185:2 "It was a common practice with the Greeks to disguise their own ignorance of the purport of a foreign word by supplying a word of a similar sound and inventing a story to agree with it: thus Meru, or the North Pole, the supposed abode of the Devatas, being considered as the birth-place of the god, gave rise to the fable that Bacchus's second birth was from the thigh of Jupiter, because Meros, a Greek word approaching Meru in sound, signifies thigh in that language."—J. D. Paterson, "Origin of the Hindu Religion," in Asiatic Researches. London, 1808: vol. viii., p. 51.

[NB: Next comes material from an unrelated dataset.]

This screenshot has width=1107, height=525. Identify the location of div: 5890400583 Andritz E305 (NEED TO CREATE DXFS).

185:3 Reference is had to M. le Marquis de Nadaillac, who, being himself uncertain, says, "Que l’Atlantide ait été située vers le Nord, que ses limites aient été reculées vers le Sud, il est difficile de rien préciser et tous les hypothèses sont permises." L’Amérique Préhistorique. p. 186 Paris, 1883: p. 566. See Unger, Die versunkene Insel Atlantis. Vienna, 1860. Donnelly, Atlantis: the Antediluvian World. New York, 1882. A "conjectural map" is given in Bory de Saint Vincent, l’Homme, Essai Zoölogique sur le genre humain. The Última Teoría sobre la Atlántída, by D. Pedro de Novo y Colson, appended to the author's Viajes Apócrifos de Juan de Fuca, Madrid, 1881, pp. 191-223, has no independent value, being based on the Studies of M. Gaffarel. An extended essay by E. F. Berlioux, is entitled "Les Atlantes: Histoire de l’Atlantis et de l’Atlas primitif," appearing in the just issued Annuaire de la Faculté de Lyon. Paris, 1884, Première Année, Fasc. i., pp. 1-170.

186:1 "Scytharum gentem semper habitam fuisse antiquissimam."

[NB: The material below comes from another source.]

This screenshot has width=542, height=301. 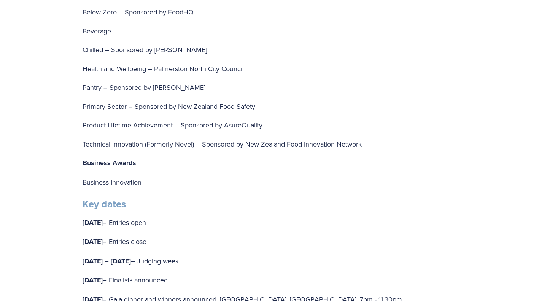 I want to click on p: Business Innovation, so click(x=271, y=182).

186:2 "The geographical indications of the great epic poem of the Mahâbhârata represent Meru rather as a vast and highly elevated region than as a distinct mountain, and make it supply all the rivers of the world with water. This system is pretty much in conformity with that which Justin has borrowed from Trogus Pompeius, and according to which Scythia, the country of the most ancient of mankind, without having, properly speaking, any mountains, is higher than the rest of the earth in such a way as to be the starting-point of all the rivers, editiorem omnibus terris esse, ut cuncta flumina ibi nata."—Lenormant, The Contemporary Review, Sept., 1881 (Am. ed.), p. 40.

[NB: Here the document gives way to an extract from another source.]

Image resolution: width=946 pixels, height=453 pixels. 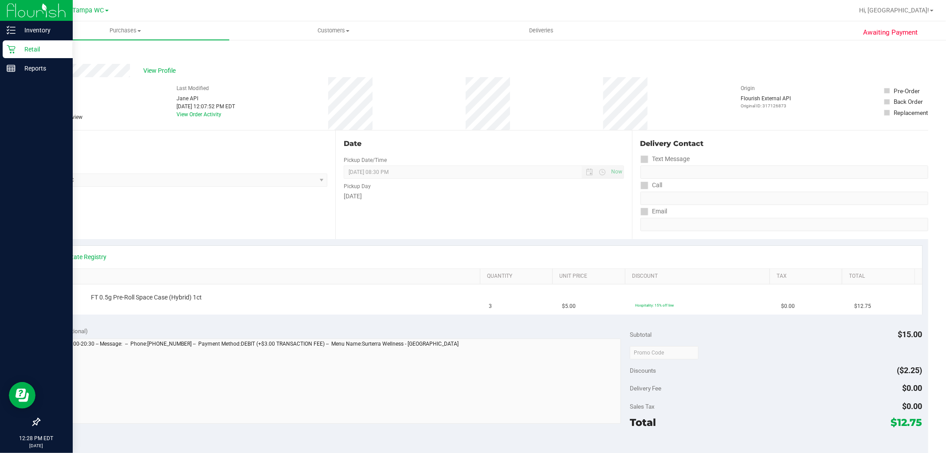 What do you see at coordinates (665, 159) in the screenshot?
I see `label: Text Message` at bounding box center [665, 159].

187:1 Pherecydes describes Kronos as dwelling in that part of heaven which is "nearest the earth," i.e., the northern. Strabo, vii., 143, places him in "the home of Boreas." It agrees herewith that Sanchoniathon, as preserved in the Greek version by Philo of Byblos, places the seat of his power "in the middle of the lands," . . . in "a place near springs and rivers, where henceforth the worship of heaven was established." Lenormant, Beginnings of History, p. 531. Compare infra, Part fifth, chapters fourth and fifth: "The Navel of the Earth," and "The Quadrifurcate River."

187:2 Unsterblichkeitslehre, i., p. 93.